One of those topics was pessimistic vs. optimistic people. She and I tend to be optimistic, but there are those in our circles who are most certainly not.

A faulty washer and subsequent flood does tend to cloud the sunny disposition, though.

Imagine this floor with two inches of water:

Intrigued? Yes, a sad little story follows.

We stayed in Tina’s sister’s place on the Upper West Side — a fantastic Riverside Drive address. Marion was in Florida and graciously let us stay. In return, we wanted to leave the place tidy with clean sheets. Tina left very early yesterday morning, so my job was to wash the sheets using the washer/dryer in the kitchen.

After the rinse cycle, I went into the kitchen and found the flood. Expletives followed. I spent an hour and a half physically mopping and mentally freaking. (Side note: I’ve met Marion three times, maybe.)

I even had to move the refrigerator.

As Tina’s other sister, Ann, remarked, “No good deed goes unpunished.”

I called Tina and left a message for Marion. Then the super appeared. Glenn was alerted to a water problem by a tenant on the 12th floor. Marion lives on the 16th floor. Yep. It was that bad.

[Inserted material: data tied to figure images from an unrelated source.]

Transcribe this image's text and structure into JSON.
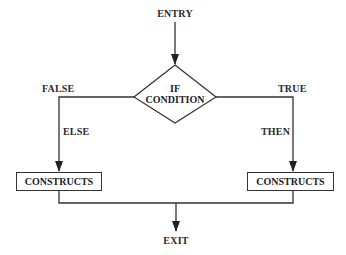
{
  "diagram": {
    "type": "flowchart",
    "nodes": {
      "entry": {
        "label": "ENTRY"
      },
      "condition": {
        "line1": "IF",
        "line2": "CONDITION"
      },
      "false_branch": {
        "label": "FALSE"
      },
      "true_branch": {
        "label": "TRUE"
      },
      "else_label": {
        "label": "ELSE"
      },
      "then_label": {
        "label": "THEN"
      },
      "else_constructs": {
        "label": "CONSTRUCTS"
      },
      "then_constructs": {
        "label": "CONSTRUCTS"
      },
      "exit": {
        "label": "EXIT"
      }
    },
    "edges": [
      {
        "from": "entry",
        "to": "condition"
      },
      {
        "from": "condition",
        "to": "else_constructs",
        "label": "FALSE / ELSE"
      },
      {
        "from": "condition",
        "to": "then_constructs",
        "label": "TRUE / THEN"
      },
      {
        "from": "else_constructs",
        "to": "exit"
      },
      {
        "from": "then_constructs",
        "to": "exit"
      }
    ],
    "colors": {
      "line": "#333333",
      "background": "#ffffff"
    }
  }
}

Thus began a series of unfortunate events that challenged this optimistic person. So let’s look at those events from two points of view.

WASHER LEAK

The dark side: Massive flood that trickled down four flights and seeped into parquet floors — in the condo of a woman I barely know.

The bright side: I was still in the place when it happened. And Marion came home to clean sheets!

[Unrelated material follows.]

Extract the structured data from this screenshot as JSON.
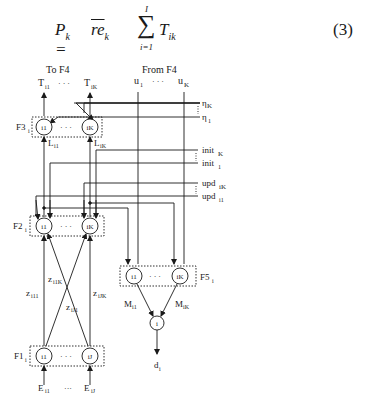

FEDEX SHIPPING (I offered to take another round of packages to FedEx for Tina, and I needed to send some of my own. The closest place wanted to charge $80, so I had to find an actual FedEx shipping center — 20 blocks away.)

The dark side: I carried 30 pounds of packages 20 blocks.

The bright side: I need the exercise, and my biceps got a workout.

AIRPORT RUSH (Because of all of the above, I ended up running late to get to La Guardia. To make matters worse, I had to get to the airport during Friday afternoon rush hour. I took the subway to 125th street and waited for the M60 bus. After a long wait during which I was silently screaming more expletives, I suggested to the four other La Guardia-bound people that we share a cab. They agreed, and the four of us got to the airport at 6:15 p.m. My plane was supposed to leave at 7!)

The dark side: I waited 45 minutes in the cold for a bus that never came, and then shared a cab with strangers. During the ride, I nearly soiled myself out of fear that I was going to miss my flight — the last direct one of the night.

The bright side: I made my flight, and even landed a little early. Plus, I met some interesting new people who all made their flights also.

I always say that it is great when good things happen. But if something bad happens, there is still something good: It makes a great story.

Hope you enjoyed mine!

* While in New York, I also had a lunch date with frequent blog contributor He Who Has Three Names: Shane Marshall Brown. Yay!